O'Sullivan, fined £20,000 when he walked out of his best-of-17-frames quarter-final with Stephen Hendry in the 2006 UK Championship when only 4-1 down, will face disciplinary action from the sport's governing body, the World Professional Billiards and Snooker Association (WPBSA).
“This is just a little £250 fine and a letter through the post,” O'Sullivan, having returned to play what proved the last two frames against Perry, said. “I've had a few of those over the years. It's no big deal.
“I just got outplayed. It was as simple as that. I felt very cold, I couldn't make anything happen and you've got to give Joe credit for the way he performed. That's the story of my game for a while - good at times, not good at others. I'm just inconsistent and it's something I've got to live with.”
Even at 7-5, O'Sullivan's chances could not be dismissed but when he missed a mid-range red early in the thirteenth frame, Perry, a World Championship semi-finalist at the Crucible in May, compiled a 69 break to tighten his grip.
O'Sullivan, the UK champion on four occasions, had an opportunity to produce a potentially tide-turning clearance in the fourteenth frame but, with much of the intricate positional work already done, missed a routine black off its spot and Perry completed his first win in their five world-ranking event meetings.

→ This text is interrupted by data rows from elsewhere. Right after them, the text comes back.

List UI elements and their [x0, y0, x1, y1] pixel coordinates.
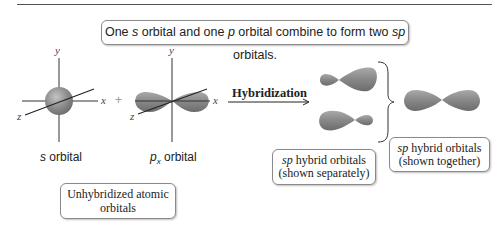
caption-line: Unhybridized atomic [61, 187, 175, 201]
caption-line: (shown separately) [273, 167, 375, 180]
s-orbital-label: s orbital [40, 150, 82, 164]
hybridization-label: Hybridization [232, 86, 307, 101]
caption-text: hybrid orbitals [408, 141, 481, 155]
s-z-axis-label: z [17, 110, 21, 122]
caption-line: orbitals [61, 201, 175, 215]
sp-hybrid-together [404, 90, 480, 111]
s-orbital-figure [22, 58, 98, 142]
sp-separate-caption-box: sp hybrid orbitals (shown separately) [272, 149, 376, 185]
px-y-axis-label: y [169, 44, 174, 56]
sp-together-caption-box: sp hybrid orbitals (shown together) [389, 137, 490, 172]
s-y-axis-label: y [55, 44, 60, 56]
px-x-axis-label: x [213, 94, 218, 106]
unhybridized-caption-box: Unhybridized atomic orbitals [60, 183, 176, 219]
px-lobe-left [135, 92, 172, 112]
px-z-axis-label: z [130, 110, 134, 122]
orbital-word: orbital [161, 150, 197, 164]
plus-sign: + [115, 93, 122, 107]
px-orbital-label: px orbital [150, 150, 197, 166]
grouping-brace [378, 62, 394, 142]
px-orbital-figure [135, 58, 210, 142]
orbital-word: orbital [46, 150, 82, 164]
p-letter: p [150, 150, 157, 164]
sp-hybrid-top [320, 68, 377, 92]
caption-text: hybrid orbitals [293, 153, 366, 167]
s-orbital-sphere [45, 87, 73, 115]
sp-hybrid-bottom [319, 111, 373, 131]
sp-text: sp [282, 153, 293, 167]
s-x-axis-label: x [101, 94, 106, 106]
caption-line: (shown together) [390, 155, 489, 168]
sp-text: sp [398, 141, 409, 155]
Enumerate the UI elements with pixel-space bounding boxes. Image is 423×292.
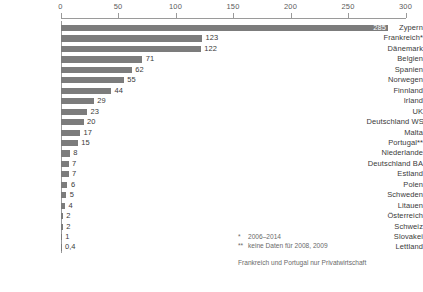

“I could see that Ronnie was getting anxious and running out of patience but I knew I had to keep the pressure on him,” Perry, who plays Marco Fu, of Hong Kong, in the quarter-finals, said. “I was happy when he conceded that frame. Any gifts, especially at this time of year, are gratefully received.”
Ding Junhui constructed a 147 break but achieved nothing else of a positive nature in going out 9-4 to John Higgins. Break-building perfection arrived in the third frame as Ding, who recorded a maximum in the Masters at Wembley last year, became only the sixteenth player to score a 147 break and lose. His latest yielded a £25,000 bonus and the championship's £5,000 highest-break award.
However, the 67th maximum in professional competition, 44th in world-ranking tournaments and eighth in the UK Championship, was not a catalyst for Ding to control the match. He enjoyed no further success in the first session as Higgins, more measured and infinitely more determined, gradually pulled away to 7-1.
The silence of the WPBSA was deafening yesterday in the wake of irregular betting patterns surrounding the first-round match between Stephen Maguire and Jamie Burnett, fellow Scots and close friends.
Maguire won 9-3 after substantial correct score wagers were laid on that eventuality, causing numerous wary bookmakers to suspend betting, some as early as Friday. Burnett committed a series of errors in the closing two frames, including a slowly rolled final black in the twelfth frame that was grossly off target. Both players have denied any wrongdoing.
The bookmaking fraternity are up in arms and it was widely expected that the WPBSA would, at the very least, announce that an investigation has been launched. Instead, it said nothing.
The WPBSA even refused, despite repeated requests, to confirm or deny that an investigation would take place. Sir Rodney Walker, the WPBSA chairman, declined to comment.